The Right Has a Lofty Vision for Schools. Where’s Ours?

The Right is selling a vision of classical education that promises to build character and nurture wonder. Liberals are stuck aiming for higher test scores and employability. Public education defenders need our own inspiring take on the meaning of school.

Yellowstone College Prep in the Third Ward

Conservative classical schools promise wonder, virtue, and the life of the mind. Liberal education pundits want higher test scores. The Left needs to articulate its own expansive vision for public education — before the Right claims that territory for good. (Brett Coomer / Houston Chronicle via Getty Images)


On a January webinar for Chalkbeat, Lindsey Burke, a senior education official in the Trump administration, faced an audience question about the administration’s rationale for moving K-12 programs to the Department of Labor — part of its ongoing effort to dismantle the Education Department.

“Arguably schools have broader purposes — civic, moral, and social — rather than just preparation for employment,” read Chalkbeat national editor Erica Meltzer. “Can you speak to some of these broader purposes of education and how they might be safeguarded?”

“You know, I actually couldn’t agree with that more,” Burke, who authored Project 2025’s education section, replied with a smiling glance at the ceiling. “Education really is about forming human souls, right? And about preparing individuals to inherit the blessings and liberties of a free society.”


** GOAL OF THE EXERCISE **
Please output exactly the part of the records below that opens with the line containing "In order to click on span: Stories" and closes with the line containing "What do you see at coordinates (533, 192)", both lines included, and nothing else.

***** TASK INPUT *****

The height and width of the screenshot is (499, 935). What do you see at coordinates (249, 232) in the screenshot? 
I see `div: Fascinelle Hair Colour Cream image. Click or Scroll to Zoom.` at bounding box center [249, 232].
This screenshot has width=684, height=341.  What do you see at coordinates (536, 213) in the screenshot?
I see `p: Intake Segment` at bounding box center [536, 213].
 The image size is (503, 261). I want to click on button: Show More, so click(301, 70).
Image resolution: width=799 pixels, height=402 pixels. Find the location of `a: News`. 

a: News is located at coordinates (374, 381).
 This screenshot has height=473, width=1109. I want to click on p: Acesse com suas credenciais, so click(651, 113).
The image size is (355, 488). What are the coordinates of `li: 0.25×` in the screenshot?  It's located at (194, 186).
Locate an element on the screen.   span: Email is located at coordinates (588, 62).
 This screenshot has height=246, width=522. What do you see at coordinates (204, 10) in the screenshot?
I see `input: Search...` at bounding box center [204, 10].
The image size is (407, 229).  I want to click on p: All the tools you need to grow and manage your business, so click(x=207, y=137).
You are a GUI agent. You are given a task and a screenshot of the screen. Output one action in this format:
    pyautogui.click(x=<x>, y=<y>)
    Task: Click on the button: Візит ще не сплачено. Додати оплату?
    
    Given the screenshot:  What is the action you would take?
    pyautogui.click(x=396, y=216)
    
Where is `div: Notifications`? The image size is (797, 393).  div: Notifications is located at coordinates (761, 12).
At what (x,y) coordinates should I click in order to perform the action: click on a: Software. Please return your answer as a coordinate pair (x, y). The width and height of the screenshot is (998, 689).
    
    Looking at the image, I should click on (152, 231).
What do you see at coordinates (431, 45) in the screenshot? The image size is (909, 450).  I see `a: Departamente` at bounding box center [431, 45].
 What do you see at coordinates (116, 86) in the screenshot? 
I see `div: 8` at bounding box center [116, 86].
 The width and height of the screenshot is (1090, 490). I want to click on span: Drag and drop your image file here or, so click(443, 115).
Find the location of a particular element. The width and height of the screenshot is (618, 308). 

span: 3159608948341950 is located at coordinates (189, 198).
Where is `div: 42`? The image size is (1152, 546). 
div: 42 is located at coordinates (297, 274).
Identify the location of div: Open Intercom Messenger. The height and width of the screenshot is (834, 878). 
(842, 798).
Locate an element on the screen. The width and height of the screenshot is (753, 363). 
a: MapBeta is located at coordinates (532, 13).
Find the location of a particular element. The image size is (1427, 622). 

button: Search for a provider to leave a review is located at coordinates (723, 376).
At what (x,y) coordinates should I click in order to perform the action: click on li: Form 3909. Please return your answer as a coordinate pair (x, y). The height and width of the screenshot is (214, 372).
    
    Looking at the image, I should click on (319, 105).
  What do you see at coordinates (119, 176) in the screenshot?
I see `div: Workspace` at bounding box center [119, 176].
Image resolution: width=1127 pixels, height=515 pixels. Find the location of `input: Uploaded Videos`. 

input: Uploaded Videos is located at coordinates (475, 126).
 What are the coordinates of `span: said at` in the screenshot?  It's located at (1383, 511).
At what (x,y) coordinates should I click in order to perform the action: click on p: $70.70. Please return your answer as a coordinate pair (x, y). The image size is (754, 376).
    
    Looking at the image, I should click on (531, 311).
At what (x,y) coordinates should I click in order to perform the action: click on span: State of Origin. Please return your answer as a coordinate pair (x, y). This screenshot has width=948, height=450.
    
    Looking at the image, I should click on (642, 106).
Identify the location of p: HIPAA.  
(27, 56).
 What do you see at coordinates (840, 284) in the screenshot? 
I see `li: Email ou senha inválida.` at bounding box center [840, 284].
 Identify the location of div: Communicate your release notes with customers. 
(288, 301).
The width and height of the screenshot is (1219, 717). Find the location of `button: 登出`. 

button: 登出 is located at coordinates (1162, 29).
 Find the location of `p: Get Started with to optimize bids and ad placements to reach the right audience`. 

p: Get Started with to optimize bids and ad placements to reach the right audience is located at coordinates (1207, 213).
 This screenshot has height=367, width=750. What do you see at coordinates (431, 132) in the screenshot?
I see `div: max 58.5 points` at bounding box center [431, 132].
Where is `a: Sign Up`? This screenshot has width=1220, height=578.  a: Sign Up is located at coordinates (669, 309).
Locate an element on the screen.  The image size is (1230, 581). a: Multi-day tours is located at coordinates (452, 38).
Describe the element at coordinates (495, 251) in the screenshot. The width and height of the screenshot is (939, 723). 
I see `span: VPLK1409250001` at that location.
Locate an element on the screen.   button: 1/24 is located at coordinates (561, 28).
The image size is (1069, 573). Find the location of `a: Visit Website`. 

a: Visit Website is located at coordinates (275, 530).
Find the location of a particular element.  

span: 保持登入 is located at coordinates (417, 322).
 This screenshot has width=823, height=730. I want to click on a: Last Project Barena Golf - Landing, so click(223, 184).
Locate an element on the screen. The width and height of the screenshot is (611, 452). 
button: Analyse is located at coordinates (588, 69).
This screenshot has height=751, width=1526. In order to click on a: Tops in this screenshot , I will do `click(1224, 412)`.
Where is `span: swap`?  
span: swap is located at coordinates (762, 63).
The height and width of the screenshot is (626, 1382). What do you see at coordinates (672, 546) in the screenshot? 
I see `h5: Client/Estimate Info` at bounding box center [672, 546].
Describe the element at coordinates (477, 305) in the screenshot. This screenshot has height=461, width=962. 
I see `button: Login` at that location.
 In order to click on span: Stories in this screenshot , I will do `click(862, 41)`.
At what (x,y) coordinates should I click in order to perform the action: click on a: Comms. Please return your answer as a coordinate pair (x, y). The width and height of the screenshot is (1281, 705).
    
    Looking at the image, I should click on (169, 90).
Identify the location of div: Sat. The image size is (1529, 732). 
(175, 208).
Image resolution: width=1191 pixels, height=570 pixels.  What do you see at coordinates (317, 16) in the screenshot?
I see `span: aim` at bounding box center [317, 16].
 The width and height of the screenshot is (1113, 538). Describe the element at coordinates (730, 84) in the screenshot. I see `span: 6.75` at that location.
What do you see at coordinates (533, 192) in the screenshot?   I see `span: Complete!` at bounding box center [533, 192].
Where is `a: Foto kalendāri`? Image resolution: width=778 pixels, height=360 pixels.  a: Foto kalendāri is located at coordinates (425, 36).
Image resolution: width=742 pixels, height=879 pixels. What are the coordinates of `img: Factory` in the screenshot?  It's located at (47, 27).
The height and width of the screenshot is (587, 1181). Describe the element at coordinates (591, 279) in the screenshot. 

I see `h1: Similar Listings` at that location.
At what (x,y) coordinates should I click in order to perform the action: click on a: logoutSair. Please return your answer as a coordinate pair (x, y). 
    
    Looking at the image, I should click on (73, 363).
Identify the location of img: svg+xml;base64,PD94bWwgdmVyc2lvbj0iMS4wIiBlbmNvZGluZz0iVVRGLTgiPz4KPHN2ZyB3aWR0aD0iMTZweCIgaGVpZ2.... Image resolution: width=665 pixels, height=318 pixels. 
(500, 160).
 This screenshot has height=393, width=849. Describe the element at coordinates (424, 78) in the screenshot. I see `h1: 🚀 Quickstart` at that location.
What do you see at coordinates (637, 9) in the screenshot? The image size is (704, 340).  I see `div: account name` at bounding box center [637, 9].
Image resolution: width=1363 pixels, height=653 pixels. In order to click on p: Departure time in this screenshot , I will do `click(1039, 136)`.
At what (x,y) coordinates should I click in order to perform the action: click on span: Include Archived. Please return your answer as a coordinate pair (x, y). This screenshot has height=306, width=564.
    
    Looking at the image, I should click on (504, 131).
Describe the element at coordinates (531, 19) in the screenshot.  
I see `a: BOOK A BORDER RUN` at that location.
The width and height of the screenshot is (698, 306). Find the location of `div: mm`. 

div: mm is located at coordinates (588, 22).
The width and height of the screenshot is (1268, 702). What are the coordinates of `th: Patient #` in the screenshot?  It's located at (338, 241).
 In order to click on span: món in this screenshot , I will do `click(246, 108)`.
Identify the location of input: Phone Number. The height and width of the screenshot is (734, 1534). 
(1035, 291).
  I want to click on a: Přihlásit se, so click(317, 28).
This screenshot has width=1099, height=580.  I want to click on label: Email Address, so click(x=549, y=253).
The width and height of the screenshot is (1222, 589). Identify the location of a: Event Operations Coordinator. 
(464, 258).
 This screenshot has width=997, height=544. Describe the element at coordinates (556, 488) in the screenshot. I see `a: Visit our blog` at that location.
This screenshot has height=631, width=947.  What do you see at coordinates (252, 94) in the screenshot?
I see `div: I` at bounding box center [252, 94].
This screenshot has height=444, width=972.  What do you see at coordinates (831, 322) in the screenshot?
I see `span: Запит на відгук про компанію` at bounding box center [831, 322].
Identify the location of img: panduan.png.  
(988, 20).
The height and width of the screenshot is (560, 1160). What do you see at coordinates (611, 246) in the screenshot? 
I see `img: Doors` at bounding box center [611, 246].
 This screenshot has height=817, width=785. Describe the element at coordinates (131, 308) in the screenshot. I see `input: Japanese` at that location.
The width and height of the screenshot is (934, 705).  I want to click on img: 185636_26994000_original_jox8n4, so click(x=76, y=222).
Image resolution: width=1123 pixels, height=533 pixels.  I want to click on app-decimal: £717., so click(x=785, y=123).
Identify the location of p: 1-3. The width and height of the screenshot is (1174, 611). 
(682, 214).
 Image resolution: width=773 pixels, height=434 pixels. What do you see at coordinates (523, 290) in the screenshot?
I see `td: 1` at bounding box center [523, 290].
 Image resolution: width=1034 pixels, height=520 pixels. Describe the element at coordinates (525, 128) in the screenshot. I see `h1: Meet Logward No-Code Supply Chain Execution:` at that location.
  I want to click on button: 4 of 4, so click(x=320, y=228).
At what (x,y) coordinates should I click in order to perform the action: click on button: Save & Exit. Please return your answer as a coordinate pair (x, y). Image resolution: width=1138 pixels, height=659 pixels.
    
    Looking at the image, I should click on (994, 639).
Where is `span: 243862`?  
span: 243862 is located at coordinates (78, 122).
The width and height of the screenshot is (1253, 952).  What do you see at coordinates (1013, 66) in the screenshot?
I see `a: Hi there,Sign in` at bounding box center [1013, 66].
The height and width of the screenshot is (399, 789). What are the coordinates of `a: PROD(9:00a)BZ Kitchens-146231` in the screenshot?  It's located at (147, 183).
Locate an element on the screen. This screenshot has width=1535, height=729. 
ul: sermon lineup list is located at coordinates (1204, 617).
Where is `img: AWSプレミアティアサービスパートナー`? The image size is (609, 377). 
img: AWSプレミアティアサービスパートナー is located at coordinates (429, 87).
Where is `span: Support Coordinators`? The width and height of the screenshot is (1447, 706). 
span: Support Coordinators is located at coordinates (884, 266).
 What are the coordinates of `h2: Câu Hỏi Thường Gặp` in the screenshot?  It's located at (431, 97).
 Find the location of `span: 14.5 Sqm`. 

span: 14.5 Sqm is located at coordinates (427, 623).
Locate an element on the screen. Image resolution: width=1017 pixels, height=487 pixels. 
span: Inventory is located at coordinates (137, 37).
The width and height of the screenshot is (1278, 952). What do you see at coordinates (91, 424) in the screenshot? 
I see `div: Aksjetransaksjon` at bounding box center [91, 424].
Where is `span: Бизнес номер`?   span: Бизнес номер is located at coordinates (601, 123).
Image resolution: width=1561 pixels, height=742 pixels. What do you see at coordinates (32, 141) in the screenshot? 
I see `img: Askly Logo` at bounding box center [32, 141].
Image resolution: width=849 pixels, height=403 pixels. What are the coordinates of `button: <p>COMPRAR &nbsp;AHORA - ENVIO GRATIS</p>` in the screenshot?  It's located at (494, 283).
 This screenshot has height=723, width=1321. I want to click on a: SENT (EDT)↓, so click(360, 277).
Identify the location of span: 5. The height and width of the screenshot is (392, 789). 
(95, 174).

*****

** YOUR SOLUTION **
 In order to click on span: Stories in this screenshot , I will do `click(862, 41)`.
At what (x,y) coordinates should I click in order to perform the action: click on a: Comms. Please return your answer as a coordinate pair (x, y). The width and height of the screenshot is (1281, 705).
    
    Looking at the image, I should click on (169, 90).
Identify the location of div: Sat. The image size is (1529, 732). 
(175, 208).
Image resolution: width=1191 pixels, height=570 pixels.  What do you see at coordinates (317, 16) in the screenshot?
I see `span: aim` at bounding box center [317, 16].
 The width and height of the screenshot is (1113, 538). Describe the element at coordinates (730, 84) in the screenshot. I see `span: 6.75` at that location.
What do you see at coordinates (533, 192) in the screenshot?   I see `span: Complete!` at bounding box center [533, 192].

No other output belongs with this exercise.